The Real Reason Women Are Leaving STEM Jobs
A recent report revealed a surprising gender gap: women job hop more than men and it’s getting more pronounced. While the analysts at LinkedIn who did the study said that further research was needed to determine why (it’s not about balancing family and work, as most of the job hoppers weren’t parents yet) the Society of Women Engineers (SWE) may have a clue.
In the first gender-based study of its kind conducted in the STEM space in the U.S., the data revealed women leaving jobs was the result of multiple factors beyond sexual harassment that the survey “Elephant in the Valley” found rampant among established working women at tech companies in Silicon Valley.
SWE’s Corporate Partnership Council’s study found that there are gender differences in workplace priorities, particularly as companies that are meeting female hiring goals are unable to retain them—especially five to eight years after they started.
The SWE culture study surveyed 3,200 men and women in various roles from four multinational STEM organizations. Participants had to pick from groups of words that best described their thoughts on three areas:
- Personal values: who they are and who they hope to become
- Current culture values: how their department currently operates
- Desired culture values: what they need to be in order for their department to reach its highest potential
Overall, the men and the women surveyed weren’t all that different. What did emerge was that women reported more negative descriptors and less confidence in the company’s direction, especially among female leaders—who another study found, were more than 50% likely to stick with a company once they reached the C-suite than their male counterparts.

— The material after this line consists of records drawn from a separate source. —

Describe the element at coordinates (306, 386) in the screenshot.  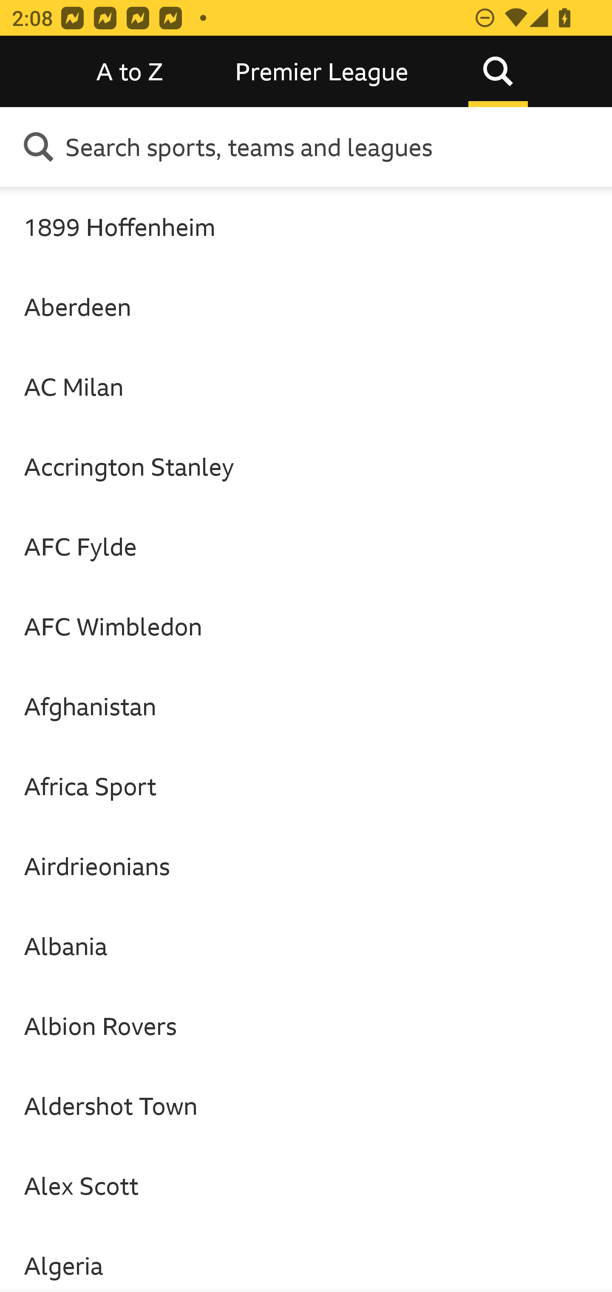
I see `AC Milan` at that location.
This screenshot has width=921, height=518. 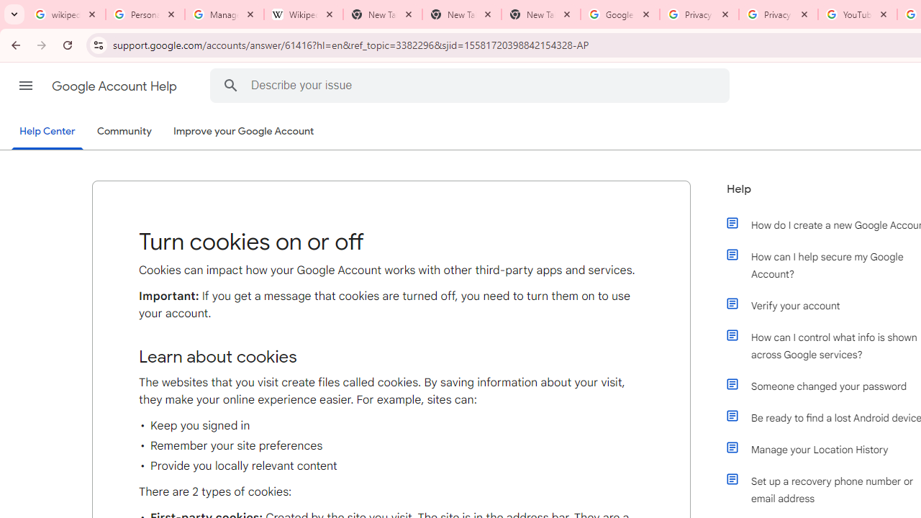 I want to click on Google Drive: Sign-in, so click(x=620, y=14).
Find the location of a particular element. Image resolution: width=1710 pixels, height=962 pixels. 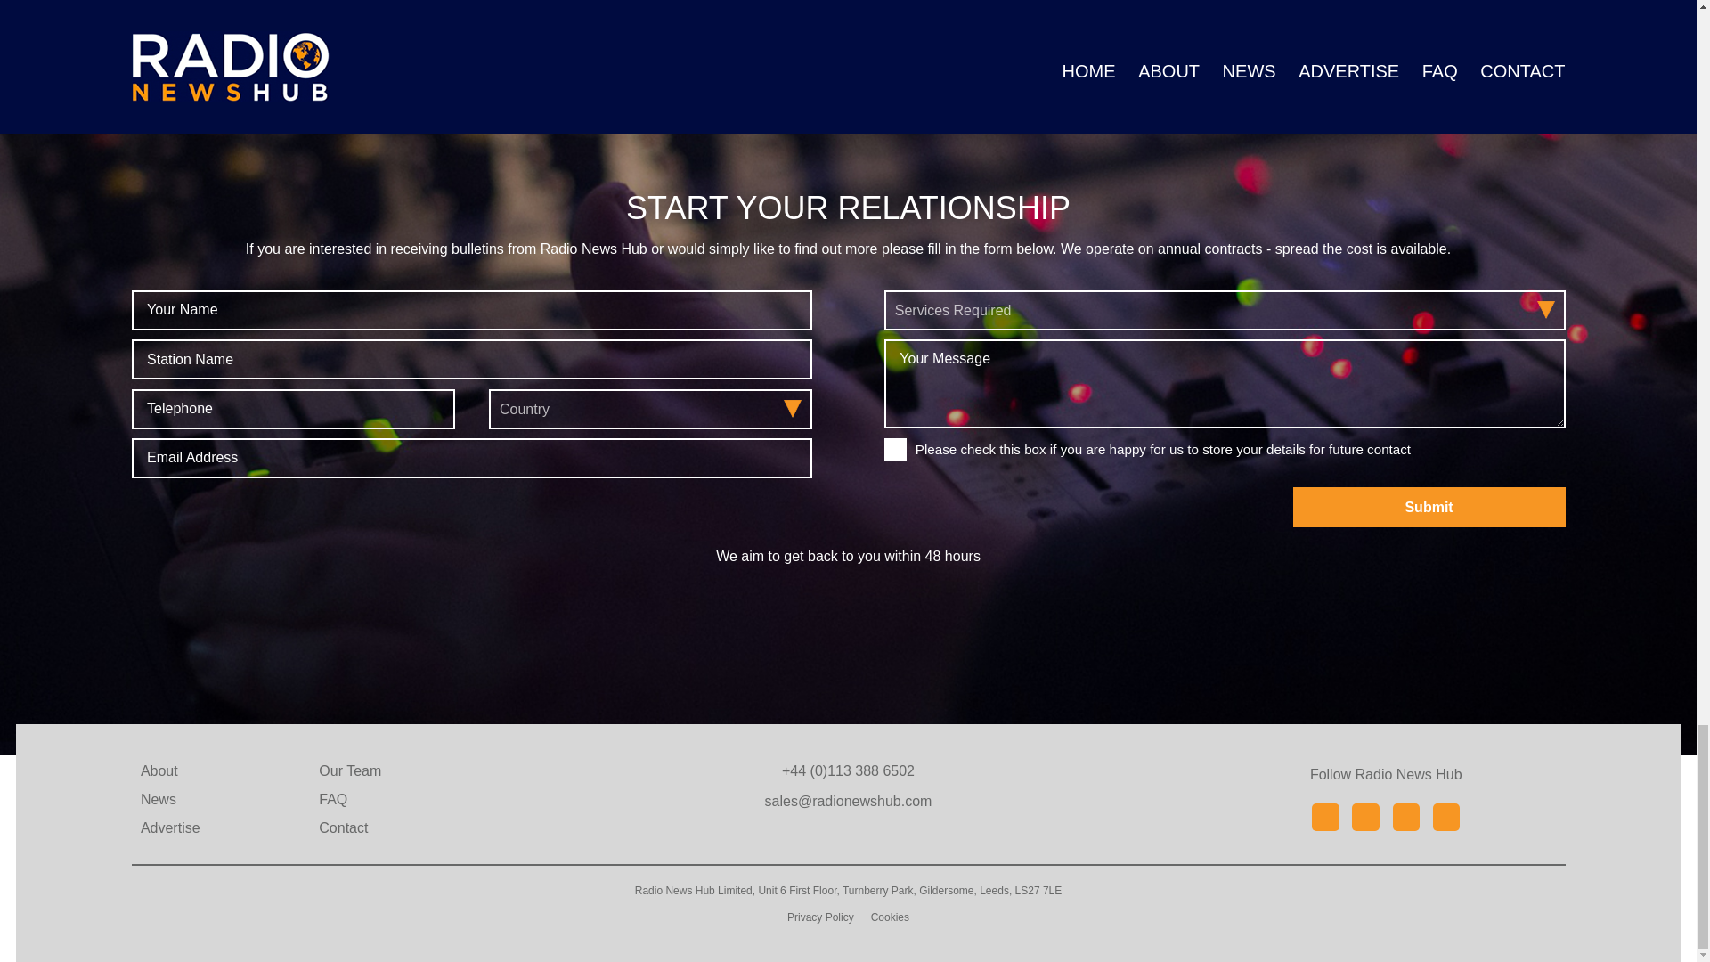

submit is located at coordinates (1428, 506).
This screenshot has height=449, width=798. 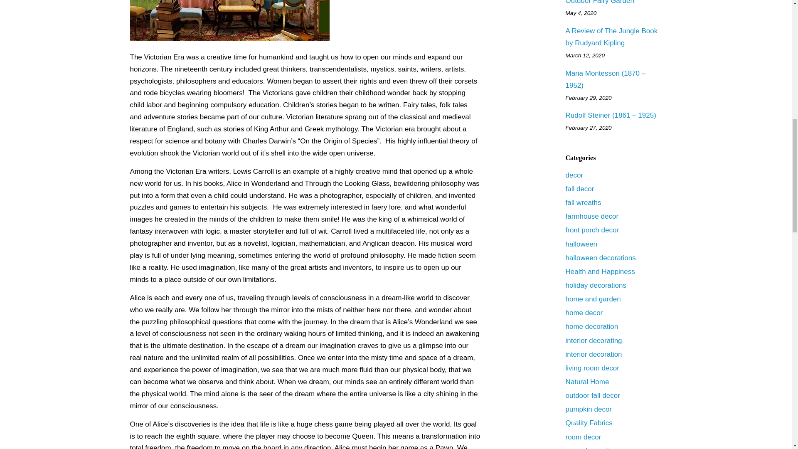 What do you see at coordinates (583, 202) in the screenshot?
I see `Show articles tagged fall wreaths` at bounding box center [583, 202].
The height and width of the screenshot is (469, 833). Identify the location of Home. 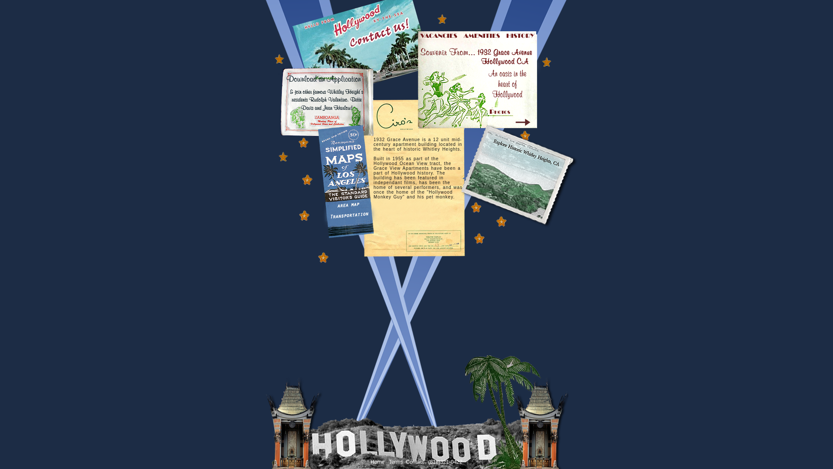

What’s causing the disconnect?
Female leaders said that while their companies focused on short-term items such as cost reduction, hierarchy, and resource constraints, they were missing the boat on some key elements of engagement:
- Accountability
- Balance
- Continuous improvement
- Coaching/Mentoring
- Empowerment
Women reported accountability as their number one personal and professional value. The fact that they are leaving in greater numbers than men shows that they have less tolerance for unfair practices that inhibit their ability to achieve excellence. We know this sense of dissatisfaction is running rampant among younger female workers, too. Half of millennial women felt they were being overlooked, according to a report by Deloitte.
The attendant frustrations around a lack of accountability made the women surveyed report that they felt their careers were being undermined. The survey illuminated three other factors in which women felt like they were not being treated fairly:
- While men compartmentalize and work “head-down,” women reported taking issues and challenges in broader context.

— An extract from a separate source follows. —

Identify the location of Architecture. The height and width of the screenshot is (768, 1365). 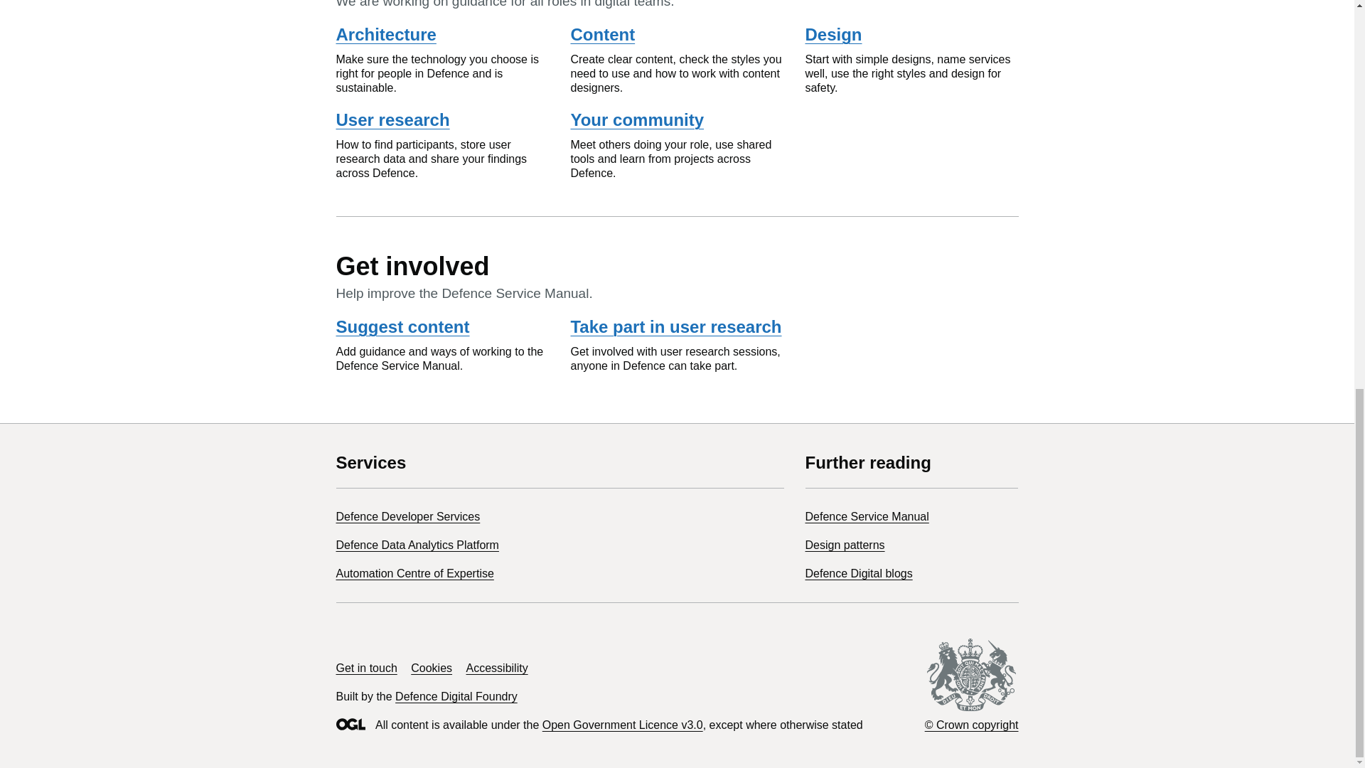
(385, 34).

- Persistent gender stereotypes inhibit growth. “An example reaffirmed repeatedly over the past 20 years is judgment women face: If they’re likeable, they’re not considered leadership material; if they’re competent, they are judged to be inadequate women.”
- Women pull more of the workload at home and come to work already stretched.
- The impact of diversity, or lack thereof, is missing from the conversation at work.
On the last point, diversity and inclusion were chosen by either gender as a value in any of the three measures. The researchers call this second generation bias.
“Many generations may not recognize that gender is an issue as it relates to diversity, and some just deny gender is a factor—they don’t want gender discussed lest they be pigeonholed,” Karen Horting, executive director and CEO of SWE, said in a statement. “With gender impact absent from corporate consciousness and resisted as a workplace reality, men and women have no foundational understandings from which to recognize consequences and to build solutions to gender-based disparities.”
Horting added, “It’s not news that there is a gender gap within leadership roles and that female leaders are leaving engineering. If we can get to the root cause of their dissatisfaction, maybe we can inspire real change.”